Hairdos now in Indonesia Muslim clerics` crosshairs

To straighten or not to straighten? Women's hair styles have become a hot topic for Indonesia's Muslims after calls from some Islamic clerics to have the procedure banned on the grounds it invites moral danger.


Indonesia is a majority Muslim but officially secular country known for its moderate form of Islam.

Islamic edicts have no binding legal power, but that has not stopped the Indonesian Council of Ulama, which consists of elected clerics and scholars, from issuing fatwas on practices ranging from yoga to failing to vote in elections.

On Wednesday 20 January, the council's Fatwa Commission said it had received a request from a group of clerics linked to a girls boarding school in East Java to issue a fatwa banning chemical hair straightening, a type of perm treatment known in Indonesia as rebonding.

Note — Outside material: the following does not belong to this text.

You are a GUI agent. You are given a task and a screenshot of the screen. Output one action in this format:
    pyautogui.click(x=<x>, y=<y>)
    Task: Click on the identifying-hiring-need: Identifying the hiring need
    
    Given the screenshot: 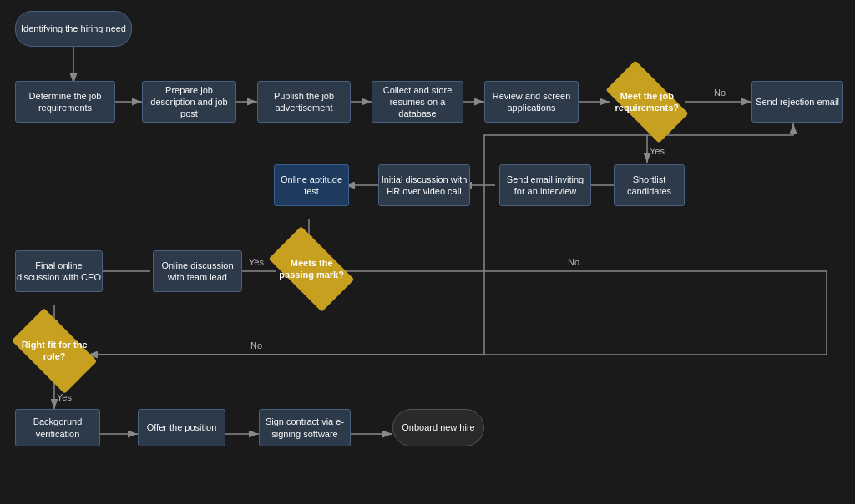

The deputy secretary of the Fatwa Commission, Aminudin Yakub, said on Wednesday 20 January that the East Java Forum Musyawarah Pondok Pesantren Putri had requested a formal edict declaring rebonding a breach of Islamic law "except for women who are married and have the permission of their husband."

The boarding school clerics had also asked for a fatwa banning dreadlocks, punk do's and "funky hairstyles" he said.

"For now, we are yet to make an institutional decision on this. So far, we have not seen strong evidence to ban it," he said. "It could be discussed in future but right now it is not a priority."

Hair salons in downtown Jakarta were bustling with young Muslim women, bemused by the sudden interest in their hair.

Eryanti, 21, a Jakarta-based accountant who is Muslim and has had her hair straightened four times, said she had no intention of stopping.

"I like my hair to look this way and if I stop, it will go back to the way it was before," said Eryanti, who, like many Indonesians, has only one name.

"It looks better and it is easier to brush."

AD Kusumaningtyas, a spokeswoman from the Islamic women's rights group Rahima, said women's hairstyle preferences could be the topic of discussion but were ultimately an individual choice.

"We don't need to [proscribe] everything as haram or not. Some injustices such as polygamy and female genital mutilation are more important" than rebonding, she said.